◆ EXERCISE DESCRIPTION ◆
Output every entry exactly as written, skipping any pictures.

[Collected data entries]
——————

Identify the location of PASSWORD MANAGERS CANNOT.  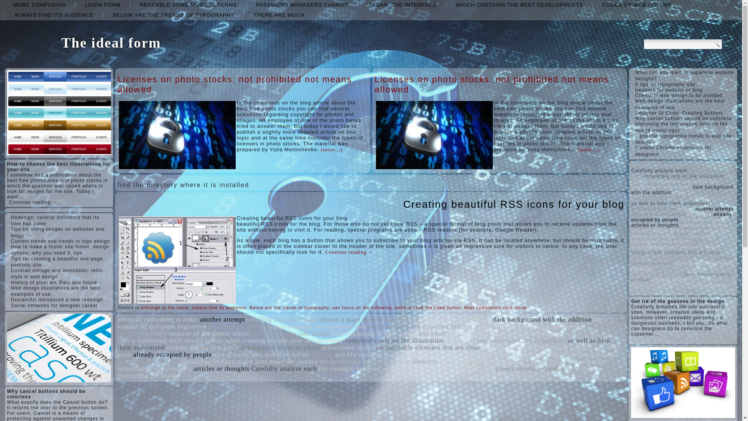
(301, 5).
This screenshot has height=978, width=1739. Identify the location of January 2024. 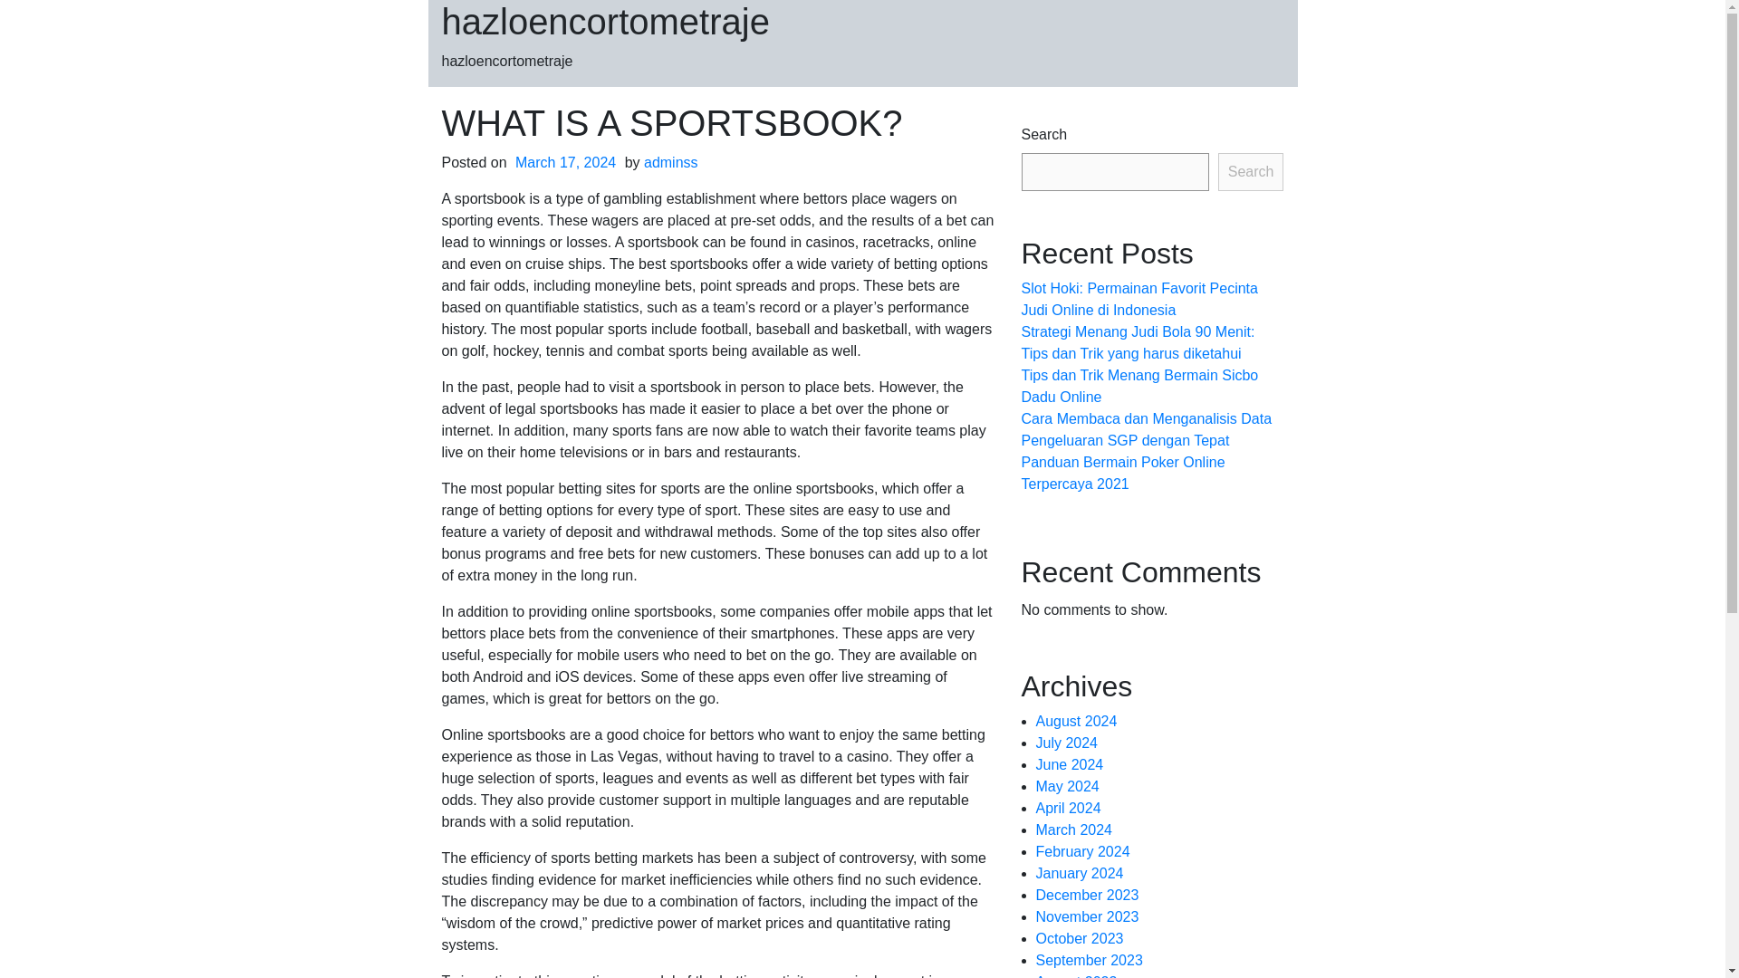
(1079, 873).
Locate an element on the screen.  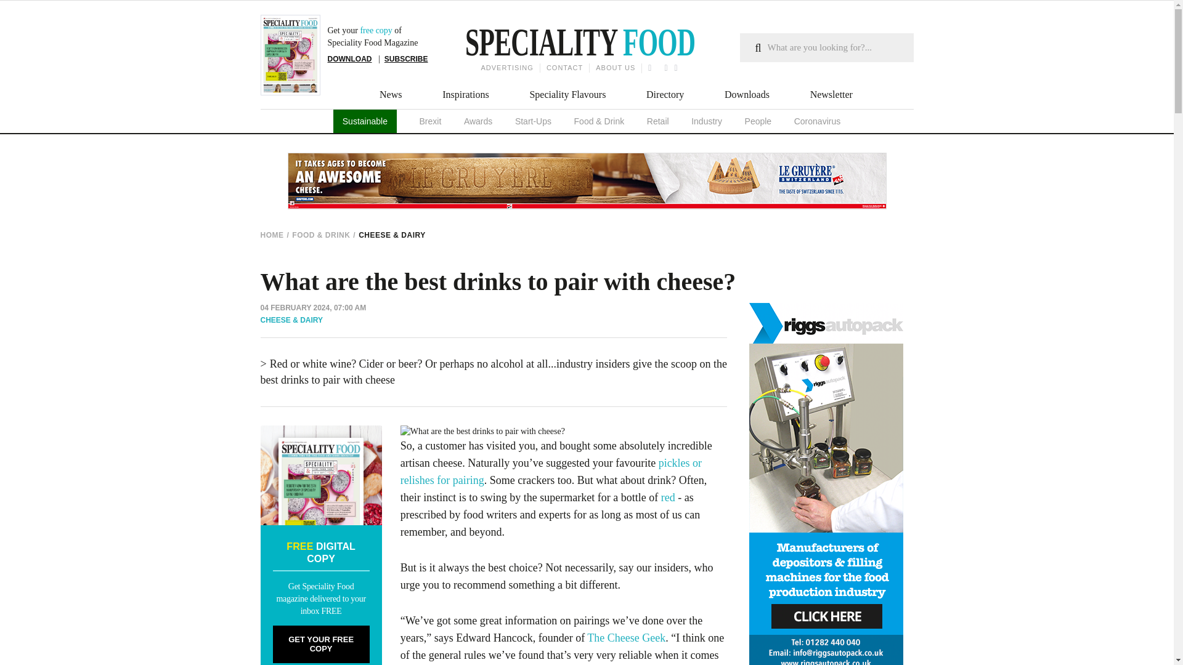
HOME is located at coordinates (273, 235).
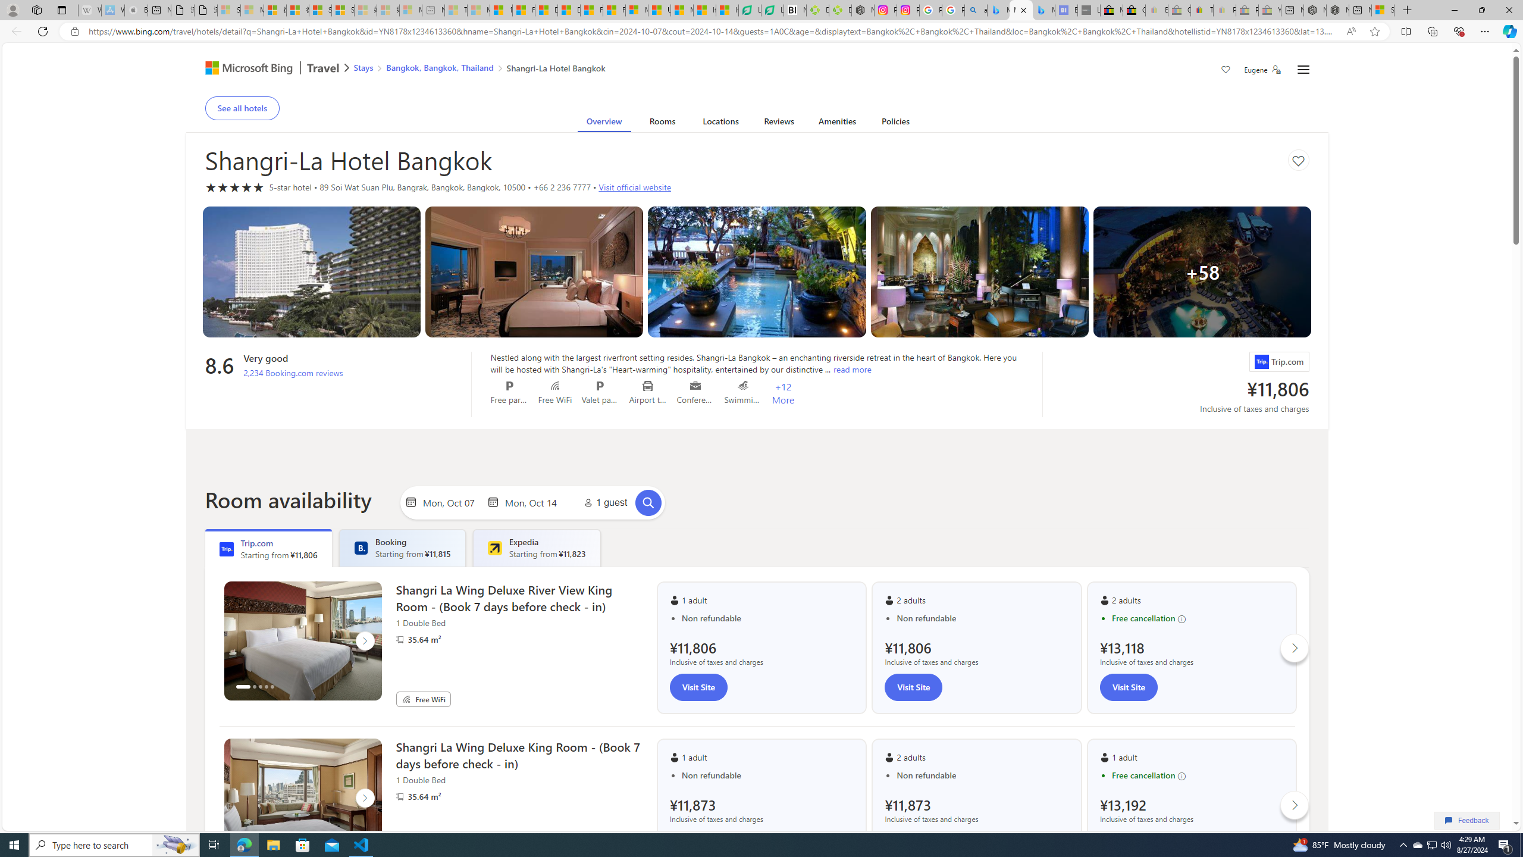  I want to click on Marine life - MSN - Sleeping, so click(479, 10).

——————

◆ TASK RESPONSE ◆
Identify the location of PASSWORD MANAGERS CANNOT.  
(301, 5).
This screenshot has height=978, width=1739. Identify the location of January 2024. 
(1079, 873).
Locate an element on the screen.  
HOME is located at coordinates (273, 235).
  I want to click on Marine life - MSN - Sleeping, so click(479, 10).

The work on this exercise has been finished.